The race to integrate medical technology into the healthcare industry doesn’t always seem like an altruistic, humanitarian project. Too often, we get distracted by the financial profits and politics involved. But at the end of the day, new technological applications in diagnosis and treatment carry the potential of saving millions of lives a year while also dramatically reducing our overall healthcare costs. 

After all, what could be a better fix for our society’s healthcare conundrum than majorly decreasing the rate of suffering and mortality?

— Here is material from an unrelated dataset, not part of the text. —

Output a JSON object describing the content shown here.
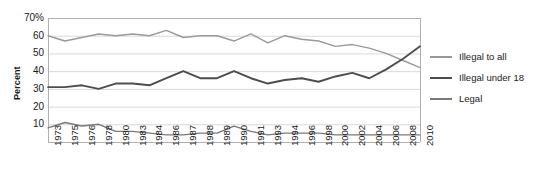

If fewer people get sick and require costly complicated procedures and surgeries, hospitals and medical facilities can invest more time and resources into curing some of the major afflictions like cancer and heart disease.

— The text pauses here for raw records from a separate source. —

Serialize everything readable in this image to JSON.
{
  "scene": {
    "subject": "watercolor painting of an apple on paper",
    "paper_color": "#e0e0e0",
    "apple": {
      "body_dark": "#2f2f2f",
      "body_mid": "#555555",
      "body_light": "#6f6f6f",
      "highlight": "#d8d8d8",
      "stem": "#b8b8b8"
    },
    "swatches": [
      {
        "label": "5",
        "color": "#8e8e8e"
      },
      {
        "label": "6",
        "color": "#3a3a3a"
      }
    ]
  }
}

The following are a few different medical technologies, innovations and applications that could change the face of healthcare in the coming decade:

Flow cytometry

Flow cytometry is not new as a diagnostic procedure nor as a research technique but its steady growth over the last few decades has changed the field of oncology. Developed in the 1970s as a method of identifying complex cell populations in human tumors, flow cytometry is a key component in understanding diseases and how they affect cellular processes. 

A specialized form of flow cytometry, fluorescence-activated cell sorting (FACS), as well as multicolor flow cytometry, has allowed for continued refinement in the field. As the knowledge base expands, so too do our powers of diagnosis and treatment.

Stem cell cure for diabetes

Type 1 diabetes is far less common than type 2, accounting for only 5-10 percent of the diabetes-afflicted U.S. population. Nevertheless, it is an incurable, autoimmune disease that affects 1.25 million Americans, mostly kids and young adults, who grow up taking insulin injections.

While there is no cure, a new treatment may be on the horizon that could dramatically improve the lives of those who suffer from it. Some scientists and biologists believe that stem cells can be used to manufacture insulin-producing replacement beta cells. Hundreds of millions of dollars in research and development have gone into prototypes of implantable devices that basically act as crossing guards for the immune system, letting glucose and insulin in but keeping undesirable cells out.

Artificial intelligence that can diagnose cancer

One of the nefarious and difficult realities of cancer is that sometimes it doesn’t express symptoms until it’s already too far along. For example, lung cancer screenings often beckon high-risk people to get CT scans but these carry their own risks and problems. 

The answer, according to some, is essentially replacing radiologists with advanced AI whose algorithms can more easily spot cancer and deliver fewer false positives and false negatives.

AI is not only improving the image scanning capabilities of modern science, neural nets could bolster the entire field of genomics. With 18 million new global cases of cancer in 2018 alone, this diagnostic collaboration of humans and AI could turn out to be one of the grandest medical endeavors in history.

3D digital heart

This one truly does sound like something out of a science fiction novel, but it’s actually simpler than it sounds. This wouldn’t be an actual digital heart inside the patient’s chest, but rather a personalized simulated computer model that would allow doctors to diagnose blockages in arteries without needing invasive catheterization. 

Previously, a patient with a malfunctioning heart or one with insufficient blood flow only had a few options and they were very serious treatments. A 3D digital heart would allow doctors to more easily study coronary problems and figure out the best way to treat them without scary, painful diagnostic procedures.

Of course, back in the science fiction realm, there are doctors experimenting with actually creating synthetic organs, even hearts, using 3D printed cells and tissues. This kind of technology probably won’t be used in a real procedure anytime in the near future, but 10 years from now we could be forecasting it as a technology of the 2030s.

With the spread of the COVID-19 pandemic, the need for medical innovation has never been so clear. While it’s hard to know what the end results of the tragic coronavirus will be, we can at least hope that it pushes along more technologies and diagnostic tools to advance the field of medical technology.